Leonty Ramensky

Leonty Ramensky
Born(1884-06-16)June 16, 1884
DiedJanuary 27, 1953(1953-01-27) (aged 68)
Nationality (legal) Russia
Known forfirst formulating plant life strategies
plant indicator values
ecological gradient analysis
Scientific career
FieldsEcology
InstitutionsAll-union Scientific Research Institute of Forages dedicated to V.R.Williams

Leonty Grigoryevich Ramensky (Russian: Лео́нтий Григо́рьевич Ра́менский; June 16 [O.S. June 6] 1884 – January 27, 1953) was a plant ecologist who conceived several important ideas that were overlooked in the West and later ’re-invented’ by western scientists. He lived in the Russian Empire and later the Soviet Union.

He graduated from the Petrograd University in 1916 and obtained a Ph.D. in biology in 1935. From 1911 to 1928 he worked in the Research Institute of the Voronezh Gouvernement (now Voronezh State University) and from 1928 in the State Grassland Institute (later All-union Scientific Research Institute of Forages dedicated to V.R.Williams). Ramensky was a proponent of the view that biotic communities consist of species behaving individualistically (much like Henry Gleason in the U.S.A.).
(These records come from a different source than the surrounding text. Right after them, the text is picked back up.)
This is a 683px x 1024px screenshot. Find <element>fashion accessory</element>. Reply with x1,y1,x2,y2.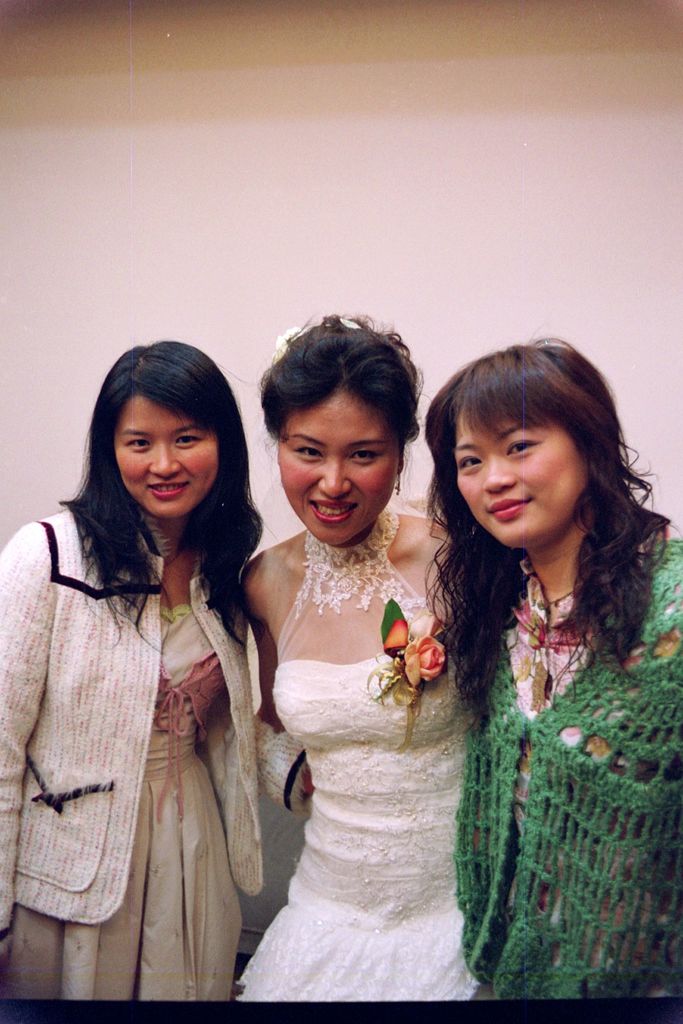
389,470,403,502.
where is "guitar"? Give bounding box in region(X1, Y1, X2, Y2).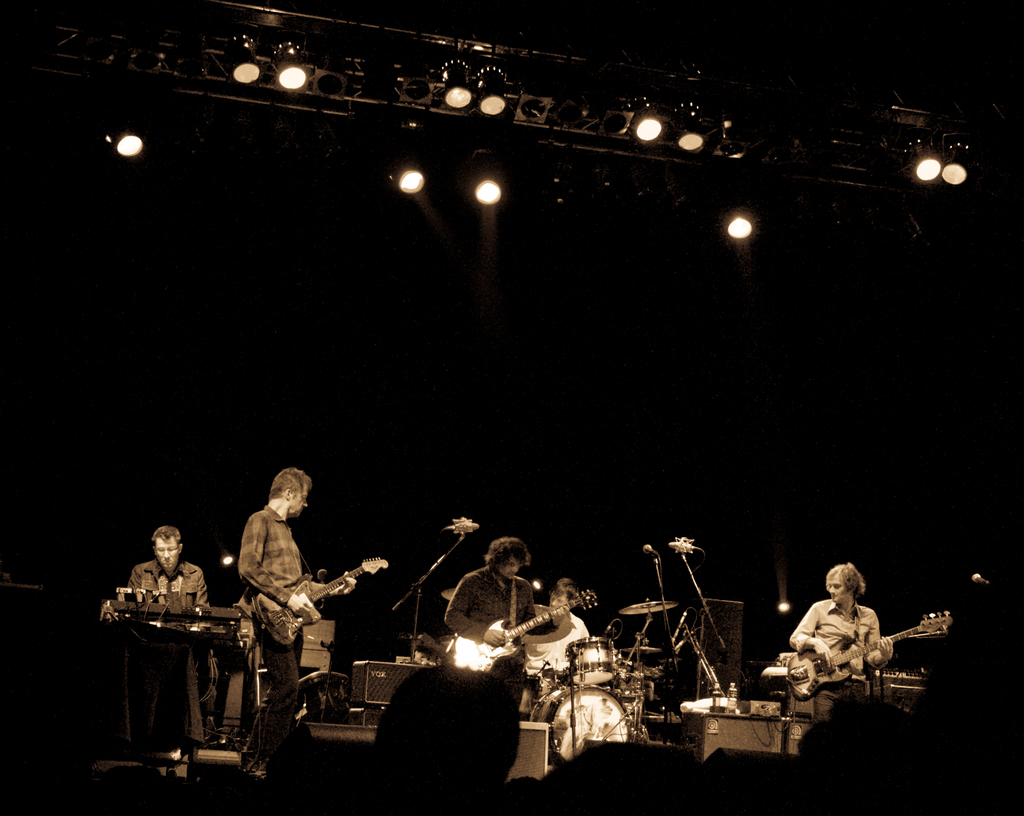
region(779, 601, 957, 701).
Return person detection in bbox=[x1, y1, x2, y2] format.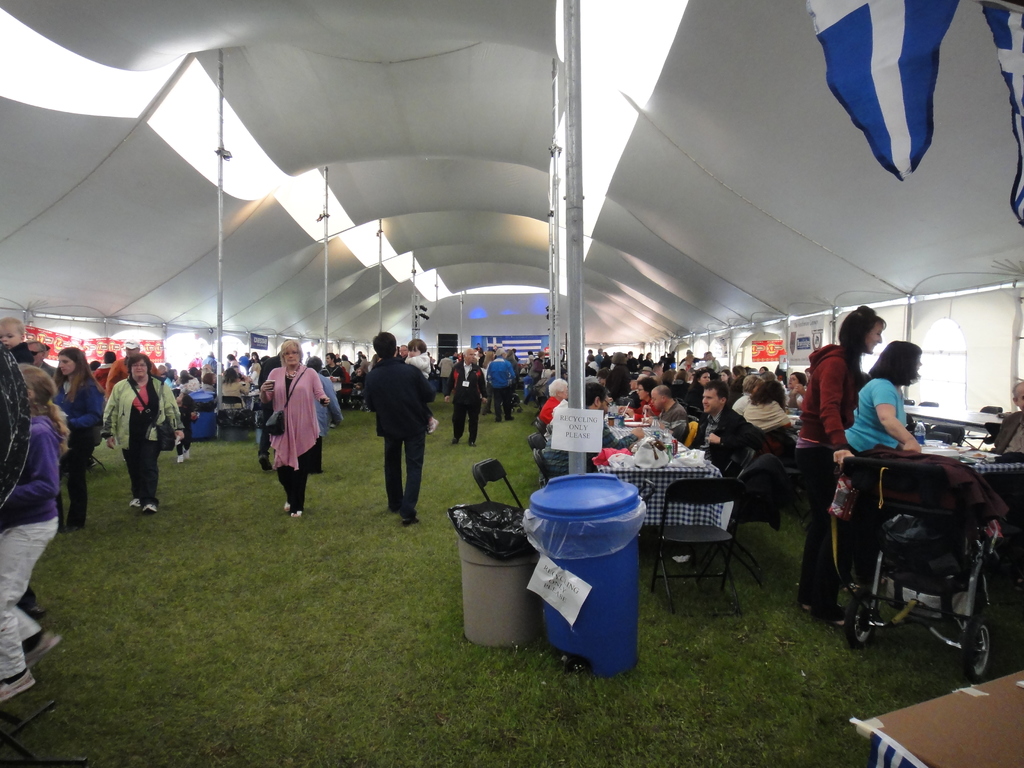
bbox=[0, 318, 26, 360].
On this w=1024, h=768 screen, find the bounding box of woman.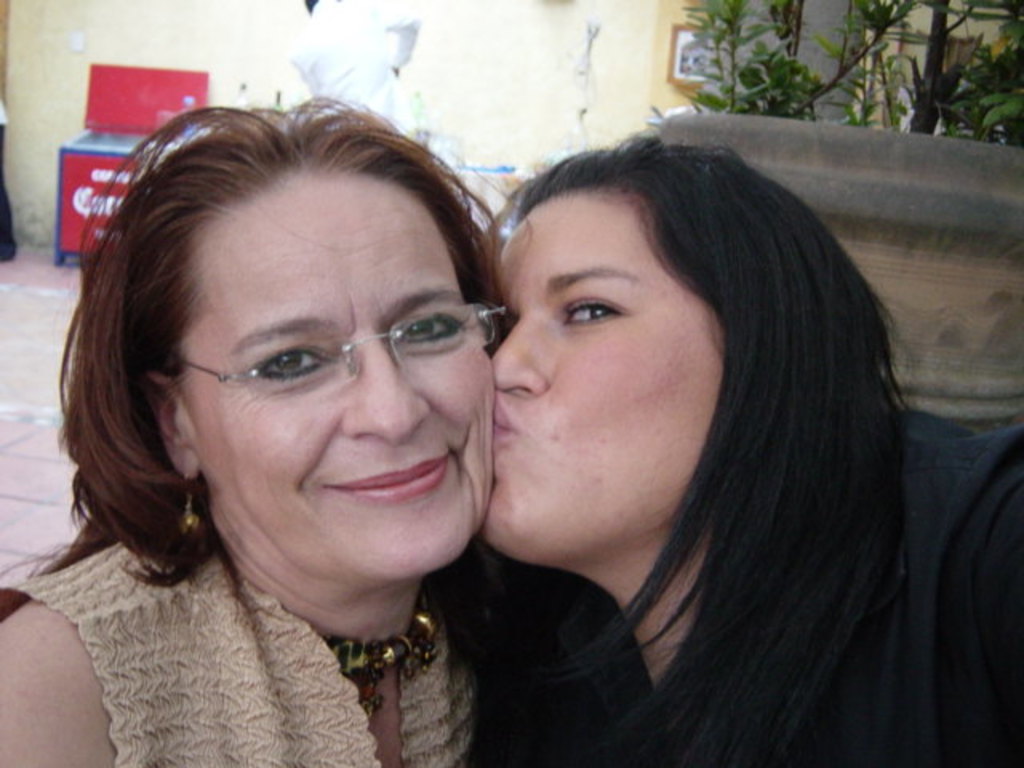
Bounding box: bbox(5, 74, 614, 763).
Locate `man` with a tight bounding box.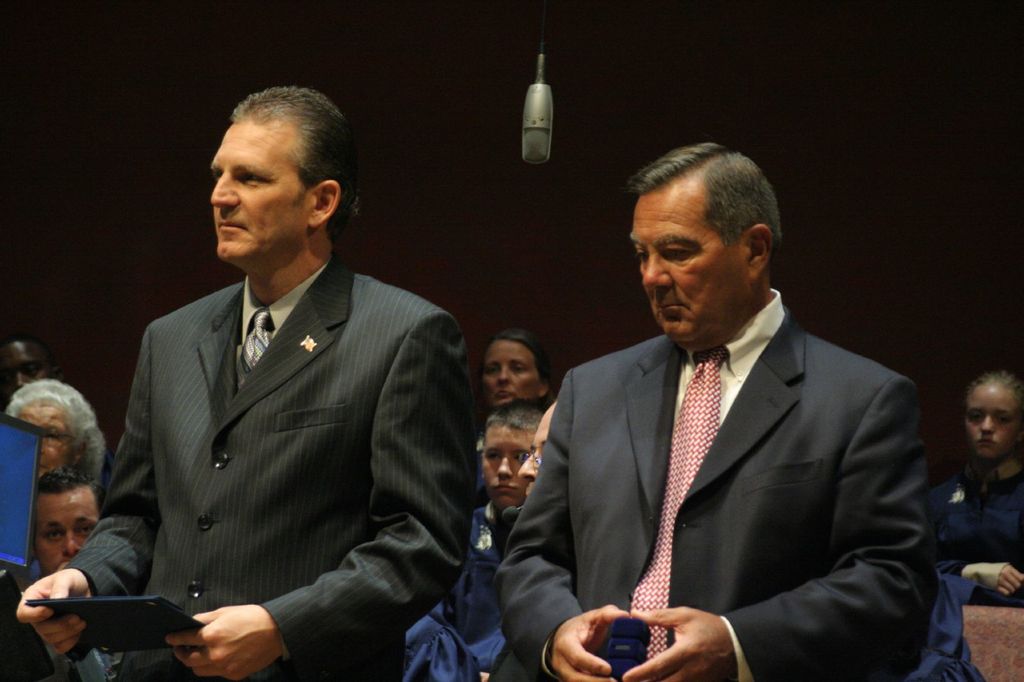
x1=496, y1=157, x2=940, y2=681.
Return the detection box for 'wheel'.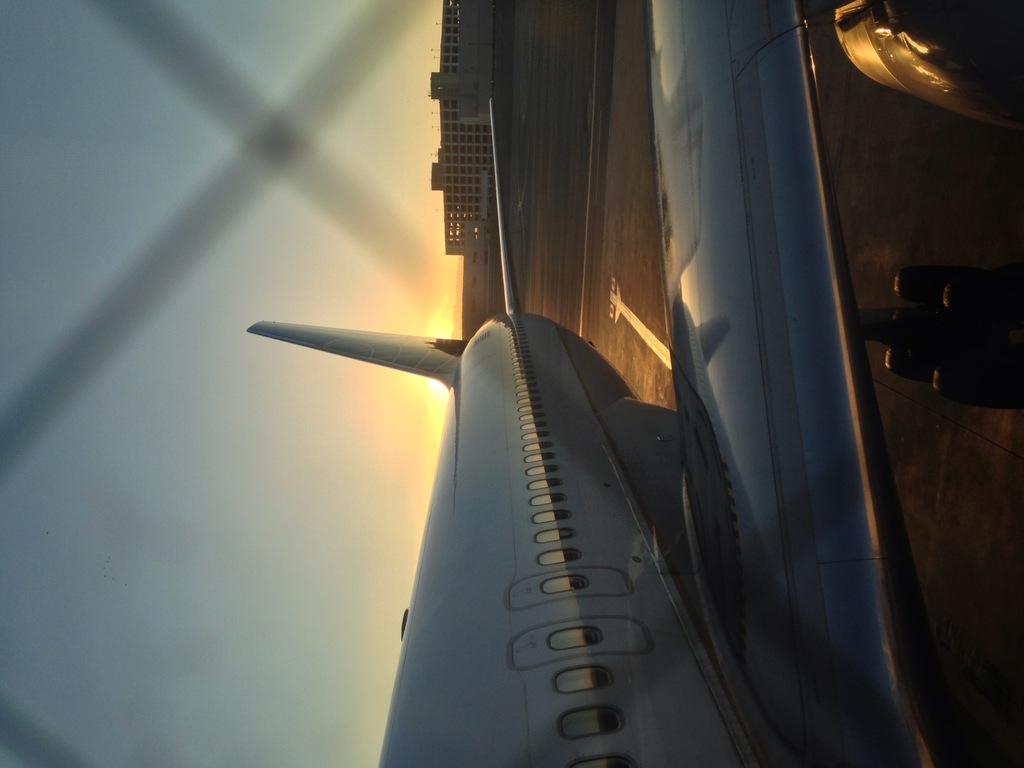
883 350 947 379.
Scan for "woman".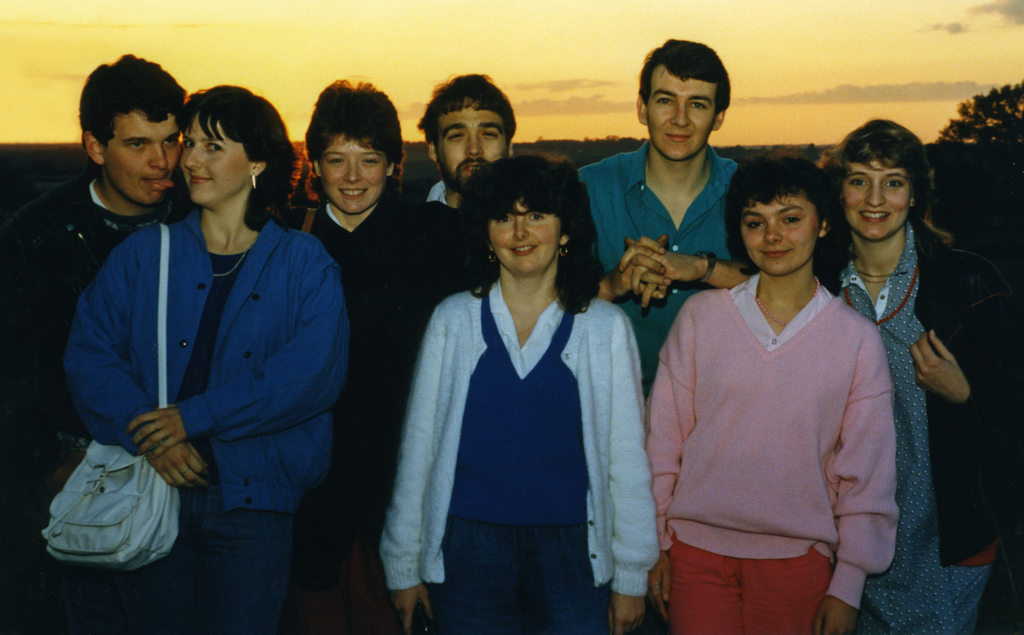
Scan result: x1=808, y1=112, x2=1007, y2=634.
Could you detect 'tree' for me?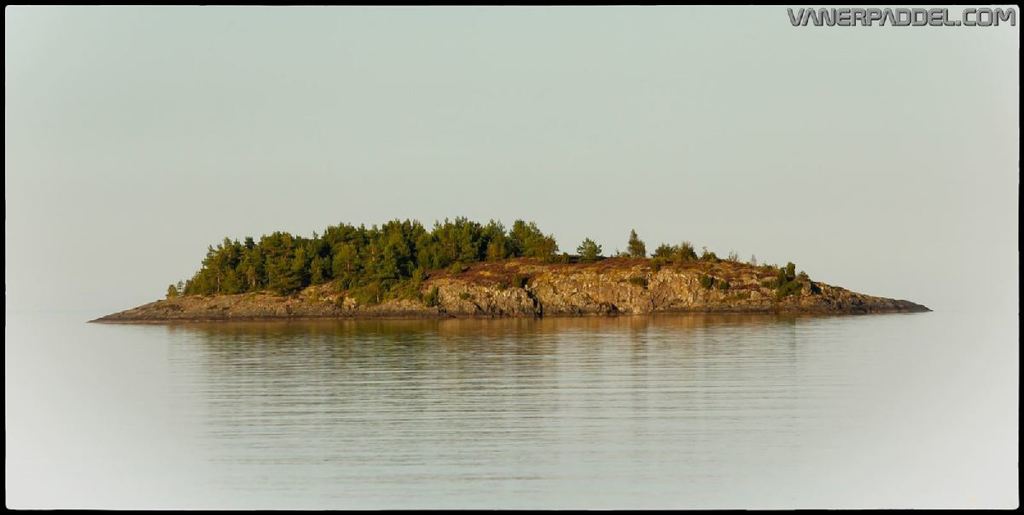
Detection result: {"x1": 400, "y1": 222, "x2": 458, "y2": 276}.
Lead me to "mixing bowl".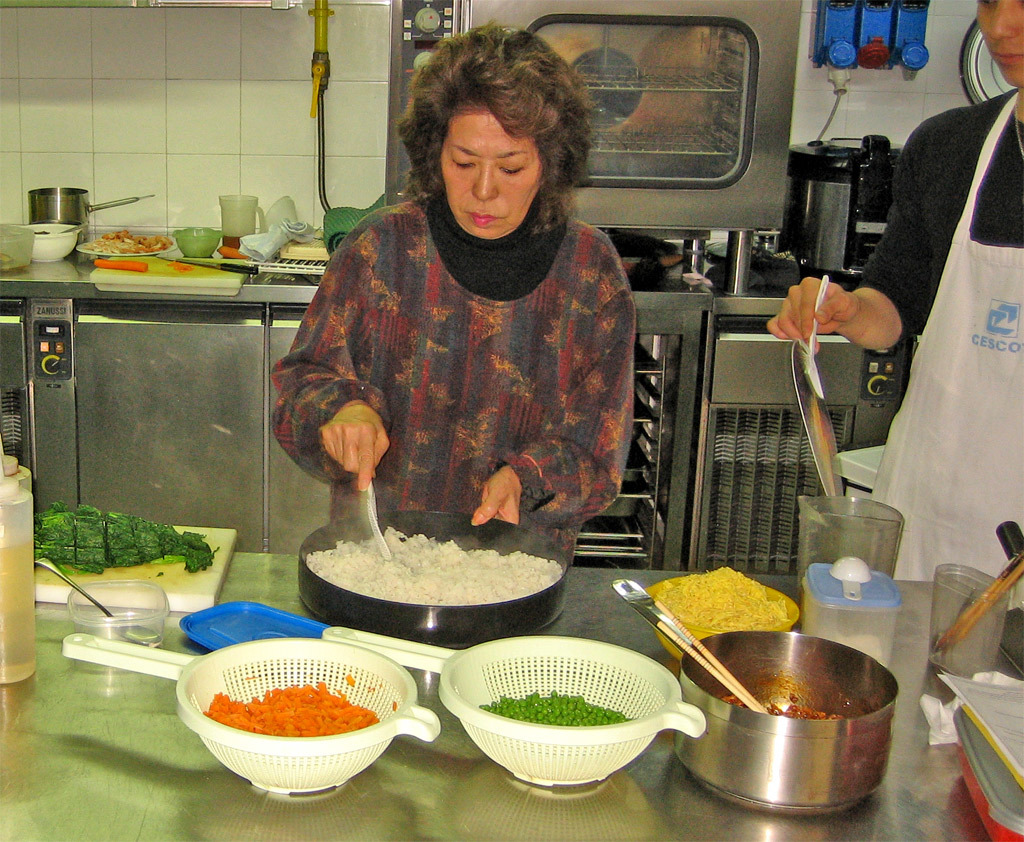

This was in strong contrast to the prevailing view of communities as super-organisms, held by the powerful V.N.Sukachov and his consorts (much like Frederic Clements in the U.S.A.). Hence, Ramensky was marginalized within the Russian scientific community and was only posthumously rehabilitated by Russian ecologists. Much later, the significance of his ideas was discovered by ecologists in the West.